An odd hostility showed in Billy's eyes. Again Calderwell shrugged his shoulders. "Don't ask me. I don't know. But they're always dead slow, somber things, with the wail of a lost spirit shrieking through them." "But I just love lost spirits that wail," avowed Billy, with more than a shade of reproach in her voice. Calderwell stared; then he shook his head.
Calderwell laid down his cigar, pulled out his handkerchief, and blew his nose furiously. Then he got to his feet and walked to the fireplace. After a minute he turned. "Well, if she isn't the beat 'em!" he spluttered. "And I had the gall to ask you if Henshaw made her happy! Overflow house, indeed!" "The best of it is, the way she does it," smiled Arkwright.

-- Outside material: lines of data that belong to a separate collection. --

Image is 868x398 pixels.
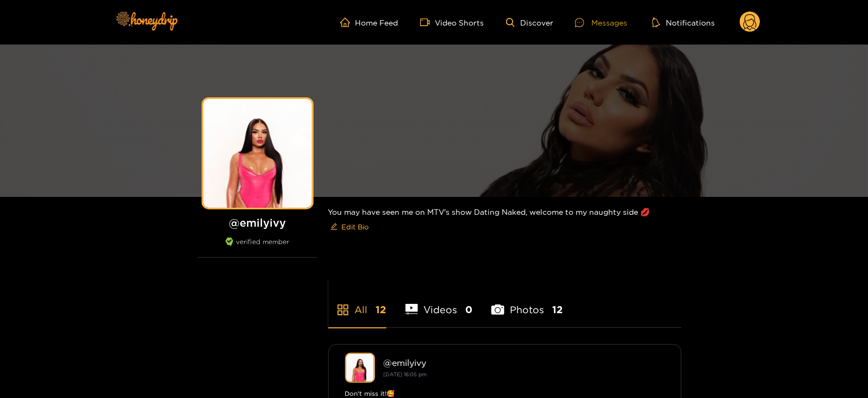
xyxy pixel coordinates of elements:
[465,303,473,316] span: 0
[340,17,355,27] span: home
[506,18,553,27] a: Discover
[198,216,318,230] h1: @ emilyivy
[336,304,350,316] span: appstore
[342,221,370,232] span: Edit Bio
[329,279,387,327] li: All
[330,223,338,231] span: edit
[649,17,718,27] button: Notifications
[384,371,428,377] small: [DATE] 16:05 pm
[575,17,627,29] div: Messages
[420,17,484,27] a: Video Shorts
[384,358,665,368] div: @ emilyivy
[492,279,563,327] li: Photos
[340,17,399,27] a: Home Feed
[420,17,435,27] span: video-camera
[345,353,375,383] img: emilyivy
[329,197,682,244] div: You may have seen me on MTV's show Dating Naked, welcome to my naughty side 💋
[329,218,371,236] button: editEdit Bio
[198,238,318,258] div: verified member
[553,303,563,316] span: 12
[376,303,387,316] span: 12
[405,279,473,327] li: Videos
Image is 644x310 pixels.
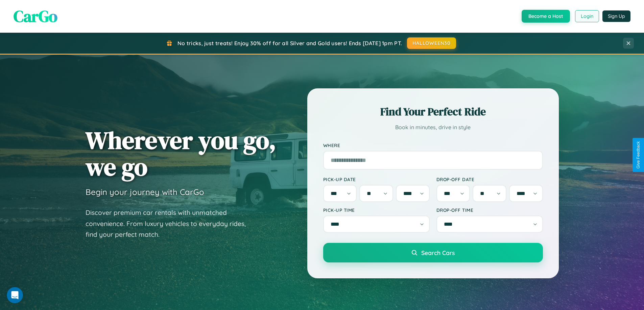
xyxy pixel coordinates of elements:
[323,177,430,182] label: Pick-up Date
[436,177,543,182] label: Drop-off Date
[14,5,57,27] span: CarGo
[323,243,543,263] button: Search Cars
[85,127,276,180] h1: Wherever you go, we go
[323,207,430,213] label: Pick-up Time
[636,141,640,169] div: Give Feedback
[323,104,543,119] h2: Find Your Perfect Ride
[177,40,402,47] span: No tricks, just treats! Enjoy 30% off for all Silver and Gold users! Ends [DATE] 1pm PT.
[85,207,254,240] p: Discover premium car rentals with unmatched convenience. From luxury vehicles to everyday rides, ...
[323,142,543,148] label: Where
[522,10,570,23] button: Become a Host
[7,287,23,303] iframe: Intercom live chat
[575,10,599,22] button: Login
[323,123,543,132] p: Book in minutes, drive in style
[436,207,543,213] label: Drop-off Time
[602,10,630,22] button: Sign Up
[85,187,204,197] h3: Begin your journey with CarGo
[421,249,455,256] span: Search Cars
[407,37,456,49] button: HALLOWEEN30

To Billy's surprise the man answered this with calm directness. "Because Calderwell said that you were a dandy player, and I don't care for dandy players." Billy laughed now. "And how do you know I'm not a dandy player, Sir Impertinent?" she demanded. "Because I've heard you when you weren't." "Thank you," murmured Billy. Cyril shrugged his shoulders.

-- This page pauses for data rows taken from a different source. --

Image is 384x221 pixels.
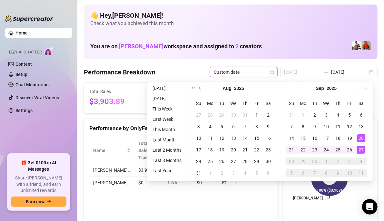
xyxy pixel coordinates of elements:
td: 2025-09-02 [216,167,228,179]
td: 2025-08-12 [216,133,228,144]
span: Earn now [26,199,45,204]
td: 2025-09-05 [251,167,262,179]
div: 19 [346,134,353,142]
td: 2025-08-30 [262,156,274,167]
div: 15 [299,134,307,142]
div: 6 [357,111,365,119]
td: 2025-09-03 [321,109,332,121]
td: 2025-09-13 [355,121,367,133]
td: 2025-07-29 [216,109,228,121]
div: 22 [253,146,261,154]
button: Choose a month [223,82,232,95]
div: 5 [253,169,261,177]
td: 2025-07-31 [239,109,251,121]
td: 2025-10-04 [355,156,367,167]
td: 2025-08-11 [204,133,216,144]
td: 2025-10-07 [309,167,321,179]
div: 7 [241,123,249,131]
td: 2025-09-10 [321,121,332,133]
span: 🎁 Get $100 in AI Messages [11,160,66,173]
div: 29 [299,158,307,165]
td: 2025-08-31 [193,167,204,179]
img: JUSTIN [352,41,361,50]
div: 29 [218,111,226,119]
td: 2025-09-27 [355,144,367,156]
div: 6 [299,169,307,177]
div: 20 [230,146,237,154]
span: swap-right [323,70,329,75]
td: 2025-09-02 [309,109,321,121]
div: Performance by OnlyFans Creator [89,124,272,133]
div: 19 [218,146,226,154]
img: AI Chatter [44,47,54,56]
td: $3,903.89 [134,164,163,177]
div: 10 [346,169,353,177]
td: 2025-09-24 [321,144,332,156]
td: 2025-08-03 [193,121,204,133]
div: 7 [311,169,319,177]
div: 9 [334,169,342,177]
td: 2025-08-18 [204,144,216,156]
td: 2025-08-04 [204,121,216,133]
div: 10 [195,134,203,142]
div: 13 [357,123,365,131]
button: Earn nowarrow-right [11,197,66,207]
div: 22 [299,146,307,154]
div: 28 [241,158,249,165]
td: 2025-08-19 [216,144,228,156]
span: Share [PERSON_NAME] with a friend, and earn unlimited rewards [11,175,66,194]
div: 16 [264,134,272,142]
div: 24 [322,146,330,154]
div: 11 [357,169,365,177]
td: 2025-08-15 [251,133,262,144]
div: 18 [334,134,342,142]
div: 8 [253,123,261,131]
div: 3 [230,169,237,177]
td: 2025-08-08 [251,121,262,133]
th: Sa [262,98,274,109]
td: 2025-09-05 [344,109,355,121]
th: We [228,98,239,109]
span: $3,903.89 [89,96,148,108]
div: 2 [218,169,226,177]
td: 2025-08-05 [216,121,228,133]
td: [PERSON_NAME]… [89,177,134,189]
td: 2025-09-17 [321,133,332,144]
div: 3 [322,111,330,119]
div: 24 [195,158,203,165]
div: 20 [357,134,365,142]
td: 2025-09-11 [332,121,344,133]
td: 2025-09-26 [344,144,355,156]
td: 2025-09-21 [286,144,297,156]
div: 15 [253,134,261,142]
div: 16 [311,134,319,142]
div: 8 [299,123,307,131]
div: 2 [311,111,319,119]
td: 2025-10-09 [332,167,344,179]
td: [PERSON_NAME]… [89,164,134,177]
li: Last 2 Months [150,146,184,154]
div: 14 [288,134,295,142]
td: 2025-10-01 [321,156,332,167]
td: 2025-08-29 [251,156,262,167]
div: 27 [357,146,365,154]
td: 2025-10-06 [297,167,309,179]
div: 26 [346,146,353,154]
a: Discover Viral Videos [15,95,59,100]
span: 0 % [222,179,232,186]
td: 2025-08-17 [193,144,204,156]
div: 30 [230,111,237,119]
td: 2025-10-08 [321,167,332,179]
div: 5 [218,123,226,131]
div: 4 [206,123,214,131]
div: 14 [241,134,249,142]
td: $0 [134,177,163,189]
td: 2025-09-01 [297,109,309,121]
li: Last Week [150,115,184,123]
div: 31 [288,111,295,119]
div: 4 [241,169,249,177]
text: [PERSON_NAME]… [293,196,325,201]
div: Open Intercom Messenger [362,199,378,215]
div: 4 [357,158,365,165]
span: Total Sales & Tips [138,140,154,161]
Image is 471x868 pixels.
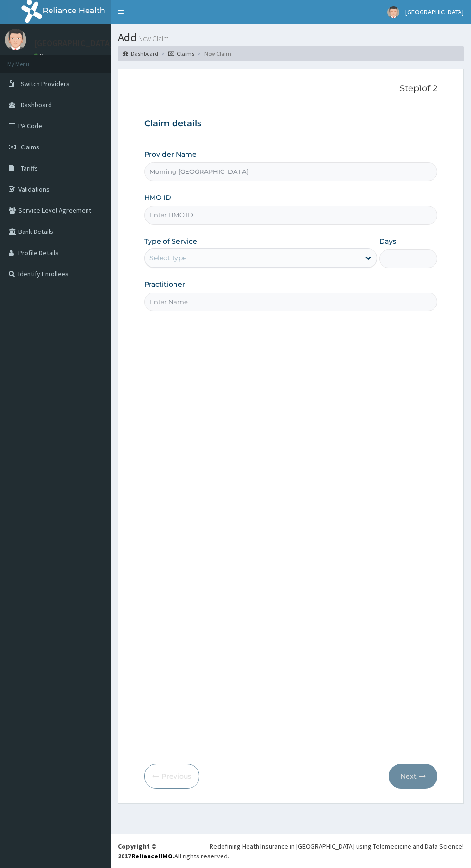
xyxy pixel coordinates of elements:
li: New Claim [195,49,231,57]
label: HMO ID [144,193,171,202]
label: Practitioner [144,280,185,289]
span: Claims [20,143,39,151]
label: Provider Name [144,150,197,159]
div: Select type [150,253,187,263]
p: [GEOGRAPHIC_DATA] [33,39,113,48]
a: Claims [168,49,194,57]
img: User Image [5,29,26,51]
button: Next [389,764,437,789]
input: Enter HMO ID [144,205,437,224]
small: New Claim [137,35,169,42]
p: Step 1 of 2 [144,84,437,94]
div: Redefining Heath Insurance in [GEOGRAPHIC_DATA] using Telemedicine and Data Science! [209,842,463,851]
span: Tariffs [20,164,38,172]
h1: Add [118,31,463,44]
a: Dashboard [122,49,158,57]
span: Switch Providers [20,79,70,88]
a: RelianceHMO [132,851,172,860]
input: Enter Name [144,292,437,311]
footer: All rights reserved. [110,834,471,868]
strong: Copyright © 2017 . [118,842,175,860]
span: Dashboard [20,100,52,109]
label: Days [380,236,396,246]
h3: Claim details [144,119,437,129]
span: [GEOGRAPHIC_DATA] [405,8,463,17]
label: Type of Service [144,236,197,246]
a: Online [33,52,57,59]
img: User Image [387,6,399,18]
button: Previous [144,764,200,789]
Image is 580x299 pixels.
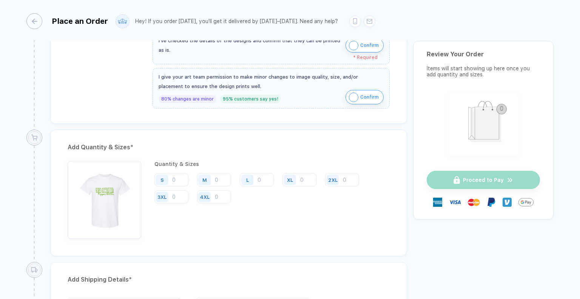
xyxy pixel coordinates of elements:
img: express [433,197,442,206]
div: 3XL [157,194,166,199]
div: Place an Order [52,17,108,26]
div: 4XL [200,194,209,199]
span: Confirm [360,91,379,103]
img: icon [349,41,358,50]
div: 95% customers say yes! [220,95,281,103]
img: icon [349,92,358,102]
img: user profile [116,15,129,28]
img: shopping_bag.png [452,96,514,151]
div: 2XL [328,177,337,182]
div: Hey! If you order [DATE], you'll get it delivered by [DATE]–[DATE]. Need any help? [135,18,338,25]
button: iconConfirm [345,38,383,52]
div: L [246,177,249,182]
div: M [202,177,207,182]
div: Quantity & Sizes [154,161,389,167]
div: XL [287,177,293,182]
div: 80% changes are minor [159,95,216,103]
div: I've checked the details of the designs and confirm that they can be printed as is. [159,36,342,55]
div: I give your art team permission to make minor changes to image quality, size, and/or placement to... [159,72,383,91]
img: visa [449,196,461,208]
div: S [160,177,164,182]
div: Review Your Order [426,51,540,58]
button: iconConfirm [345,90,383,104]
img: master-card [468,196,480,208]
img: GPay [518,194,533,209]
img: Paypal [486,197,496,206]
span: Confirm [360,39,379,51]
div: Add Quantity & Sizes [68,141,389,153]
div: Add Shipping Details [68,273,389,285]
img: 108d4016-9923-46f4-ab95-4e4a8fa5dd0c_nt_front_1758664002191.jpg [71,165,137,231]
div: Items will start showing up here once you add quantity and sizes. [426,65,540,77]
img: Venmo [502,197,511,206]
div: * Required [159,55,377,60]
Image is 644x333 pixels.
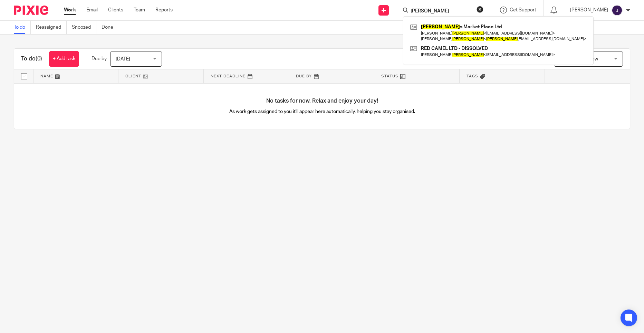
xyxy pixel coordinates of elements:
a: Team [133,7,145,13]
a: + Add task [49,51,79,67]
a: Done [101,21,118,34]
a: Work [64,7,76,13]
p: As work gets assigned to you it'll appear here automatically, helping you stay organised. [168,108,476,114]
span: (0) [36,56,42,61]
a: Clients [108,7,123,13]
a: Reports [156,7,173,13]
p: [PERSON_NAME] [570,7,608,13]
img: Pixie [14,6,48,15]
span: [DATE] [115,56,130,61]
a: Snoozed [72,21,97,34]
button: Clear [477,6,483,13]
a: To do [14,21,31,34]
span: Tags [467,74,478,78]
input: Search [410,8,472,14]
h4: No tasks for now. Relax and enjoy your day! [14,98,630,104]
a: Email [86,7,98,13]
p: Due by [91,55,107,62]
img: svg%3E [611,5,622,16]
span: Get Support [510,8,536,12]
h1: To do [21,55,42,63]
a: Reassigned [36,21,67,34]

William thought it pretty, merry, and charmingly kissable; but just now he wished that it would talk to him, and not to Calderwell any longer. Cyril indeed, Cyril was paying little attention to Billy. He had turned to Aunt Hannah. To tell the truth, it seemed to Cyril that, after all, Billy was very much like other merry, thoughtless, rather noisy young women, of whom he knew and disliked scores.

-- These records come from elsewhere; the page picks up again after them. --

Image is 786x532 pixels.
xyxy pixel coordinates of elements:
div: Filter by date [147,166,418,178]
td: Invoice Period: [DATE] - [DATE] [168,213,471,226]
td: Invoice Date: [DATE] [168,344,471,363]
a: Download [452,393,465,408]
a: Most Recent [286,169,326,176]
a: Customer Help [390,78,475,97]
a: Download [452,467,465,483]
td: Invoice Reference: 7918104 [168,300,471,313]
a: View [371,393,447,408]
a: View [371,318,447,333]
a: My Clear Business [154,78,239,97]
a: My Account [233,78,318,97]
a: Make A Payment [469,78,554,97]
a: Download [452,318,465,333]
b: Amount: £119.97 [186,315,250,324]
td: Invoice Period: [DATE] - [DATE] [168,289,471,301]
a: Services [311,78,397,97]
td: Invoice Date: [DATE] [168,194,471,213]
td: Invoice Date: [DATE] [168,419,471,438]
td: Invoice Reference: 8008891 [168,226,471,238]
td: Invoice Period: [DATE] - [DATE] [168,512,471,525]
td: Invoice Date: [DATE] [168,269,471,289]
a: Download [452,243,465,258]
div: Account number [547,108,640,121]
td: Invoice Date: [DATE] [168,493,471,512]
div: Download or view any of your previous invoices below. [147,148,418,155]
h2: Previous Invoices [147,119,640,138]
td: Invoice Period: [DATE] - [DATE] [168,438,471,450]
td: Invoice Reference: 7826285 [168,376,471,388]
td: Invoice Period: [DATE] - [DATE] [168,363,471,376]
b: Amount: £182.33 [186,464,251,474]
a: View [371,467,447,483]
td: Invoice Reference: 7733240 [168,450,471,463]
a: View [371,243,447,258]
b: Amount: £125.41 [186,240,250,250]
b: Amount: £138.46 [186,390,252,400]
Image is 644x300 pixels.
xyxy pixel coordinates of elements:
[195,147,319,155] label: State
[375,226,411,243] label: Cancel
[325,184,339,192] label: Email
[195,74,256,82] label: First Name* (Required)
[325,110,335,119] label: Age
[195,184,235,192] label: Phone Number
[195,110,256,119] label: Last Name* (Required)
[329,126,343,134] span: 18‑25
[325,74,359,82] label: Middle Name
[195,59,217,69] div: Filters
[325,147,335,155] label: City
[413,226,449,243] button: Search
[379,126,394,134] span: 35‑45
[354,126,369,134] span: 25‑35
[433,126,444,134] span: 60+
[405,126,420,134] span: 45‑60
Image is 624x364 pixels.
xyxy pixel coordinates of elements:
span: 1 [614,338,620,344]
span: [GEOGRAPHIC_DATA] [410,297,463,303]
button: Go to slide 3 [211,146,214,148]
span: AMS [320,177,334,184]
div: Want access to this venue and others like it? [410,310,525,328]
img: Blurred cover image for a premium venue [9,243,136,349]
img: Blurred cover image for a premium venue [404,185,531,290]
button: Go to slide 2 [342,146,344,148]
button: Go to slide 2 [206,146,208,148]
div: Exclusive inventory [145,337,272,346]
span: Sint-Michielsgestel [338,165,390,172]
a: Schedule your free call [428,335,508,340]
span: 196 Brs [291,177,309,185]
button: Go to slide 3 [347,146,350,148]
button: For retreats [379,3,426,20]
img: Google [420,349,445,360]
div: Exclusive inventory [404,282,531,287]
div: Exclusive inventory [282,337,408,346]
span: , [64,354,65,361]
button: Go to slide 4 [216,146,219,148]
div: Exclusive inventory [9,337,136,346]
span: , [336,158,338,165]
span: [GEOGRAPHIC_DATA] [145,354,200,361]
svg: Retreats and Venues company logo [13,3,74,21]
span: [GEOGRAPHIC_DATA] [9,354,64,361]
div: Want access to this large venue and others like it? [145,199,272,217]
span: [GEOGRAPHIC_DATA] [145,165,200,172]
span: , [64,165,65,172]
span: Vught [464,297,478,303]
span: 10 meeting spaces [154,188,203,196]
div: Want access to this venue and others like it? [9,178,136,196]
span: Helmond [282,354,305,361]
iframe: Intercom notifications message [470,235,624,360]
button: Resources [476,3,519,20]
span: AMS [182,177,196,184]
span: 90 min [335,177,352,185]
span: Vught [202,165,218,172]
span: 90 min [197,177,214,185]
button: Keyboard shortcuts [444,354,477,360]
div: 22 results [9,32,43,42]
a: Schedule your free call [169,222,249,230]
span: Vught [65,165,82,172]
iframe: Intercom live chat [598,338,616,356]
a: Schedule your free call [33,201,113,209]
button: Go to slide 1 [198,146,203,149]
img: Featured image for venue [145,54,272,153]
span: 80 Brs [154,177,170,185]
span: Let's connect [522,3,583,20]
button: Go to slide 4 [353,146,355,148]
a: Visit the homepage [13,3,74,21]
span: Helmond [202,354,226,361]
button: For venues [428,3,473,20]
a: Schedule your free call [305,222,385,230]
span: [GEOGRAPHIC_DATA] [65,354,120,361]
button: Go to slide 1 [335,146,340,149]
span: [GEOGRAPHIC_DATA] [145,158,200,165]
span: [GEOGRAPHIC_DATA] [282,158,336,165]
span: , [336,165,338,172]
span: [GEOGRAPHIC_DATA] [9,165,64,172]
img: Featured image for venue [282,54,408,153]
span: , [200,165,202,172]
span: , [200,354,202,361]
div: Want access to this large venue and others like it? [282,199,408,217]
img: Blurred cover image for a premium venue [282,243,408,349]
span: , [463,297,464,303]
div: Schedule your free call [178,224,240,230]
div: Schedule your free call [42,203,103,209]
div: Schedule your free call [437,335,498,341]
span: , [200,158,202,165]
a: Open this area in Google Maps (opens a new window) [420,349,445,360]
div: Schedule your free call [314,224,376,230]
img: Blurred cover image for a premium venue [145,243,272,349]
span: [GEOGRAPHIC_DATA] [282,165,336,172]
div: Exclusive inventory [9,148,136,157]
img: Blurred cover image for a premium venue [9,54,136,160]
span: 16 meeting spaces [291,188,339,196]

Since then he had seen but little of her, partly because he did not wish to see her, and partly because his time was so fully occupied. Then, too, in a round-about way he had heard a rumor that Calderwell was engaged to be married; and, though no feminine name had been mentioned in connection with the story, Arkwright had not hesitated to supply in his own mind that of Alice Greggory.
It's only the turn of my head or or the tilt of my chin that you love to paint," she protested, unconsciously echoing the words Calderwell had said to her weeks before. "I'm only another 'Face of a Girl." "You're the only 'Face of a girl' to me now, Billy," declared the man, with disarming tenderness. "No, no, not that," demurred Billy, in distress. "You don't mean it. You only think you do.
"Thank you," smiled Billy; "that was nice of you to say so for my sake and the others aren't here to care. But tell me of yourself. I haven't had a chance to ask you yet; and I think you said Mary Jane was going to study for Grand Opera." Arkwright laughed and shrugged his shoulders. "She is; but, as I told Calderwell, she's quite likely to bring up in vaudeville." "Calderwell!
But certainly there must be something, some little thing that she could say, which would open Alice's eyes to what she was doing, and what she ought to do. It was in this frame of mind, therefore, that Billy, after Arkwright and Calderwell had gone, spoke to Alice. She began warily, with assumed nonchalance. "I believe Mr. Arkwright sings better every time I hear him." There was no answer.